One consequence of this evolutionary development is the importance of the affective aspects of social computing.  Technology mediated socialization is based on the emotions that hold people together.  MySpace and Facebook have obvious affective components for maintaining cohesiveness of a group.  This is particularly evident in adolescents’ use of the system for socialization.  Complaints from friends that I should stop posting work stuff and only post fun stuff to Facebook is consistent with this.  In posting work-related content I am inconsistent with the more affective kinds of bonds that form around personal content.
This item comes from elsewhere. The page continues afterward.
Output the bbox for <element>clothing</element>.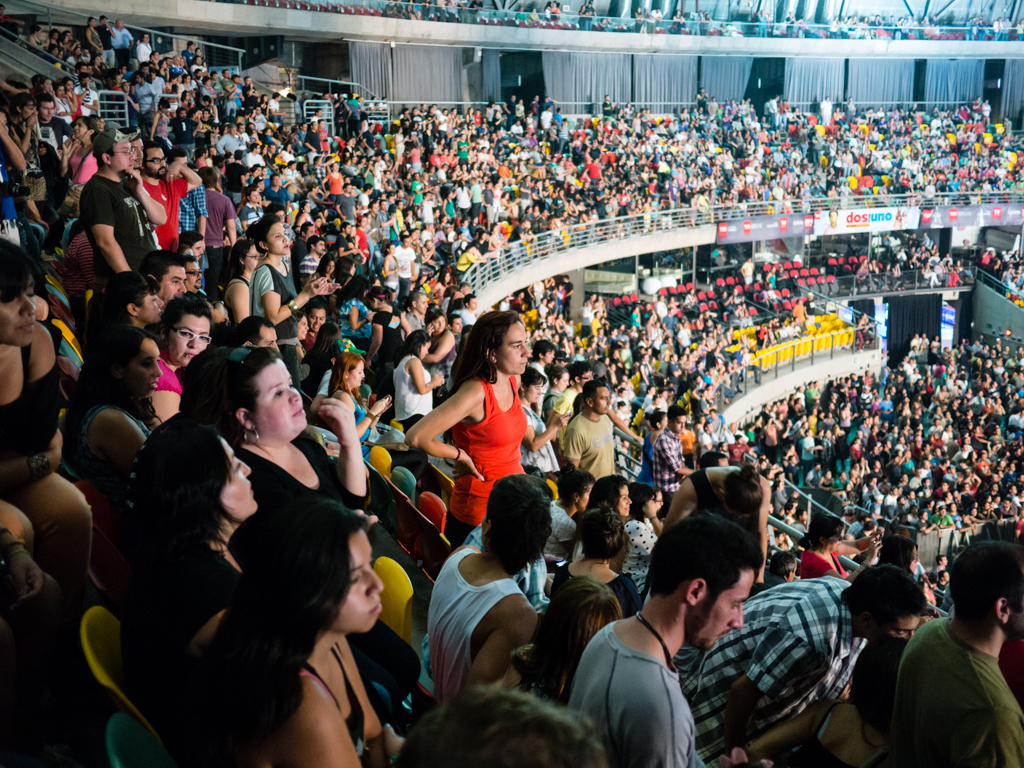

How can this inform the design of collaborative support for open-notebook science?

Chemistry sites are potentially less emotive than Facebook style collaboration for users who treat them as pure reference systems yet chemistry sites are potentially more emotive than Facebook for users who are moving the field forward.  To make scientific collaboration successful it may be necessary to engage users in a personal level in debates and opinions.

Visualization and knowledge maps can support this kind of engagement with the content by helping to make the debates more explicit.  This will allow users to situate themselves within the group’s emotional structure rather than simply the hierarchical or relation-clustering structures.  Ultimately this can lead to users having stronger feeling about their contributions in the group.  How does the limit of 150 relationships fit into this?  It was interesting to see this number 150 come up three days in a row: Tuesday while reading the November issue of Communications of the ACM, Wednesday during the meeting with Professor Bradley, Thursday on the slides during this presentation.  It is probably worth digging deeper to see if this number is being used correctly or if it has taken on a life of its own in scientific discourse.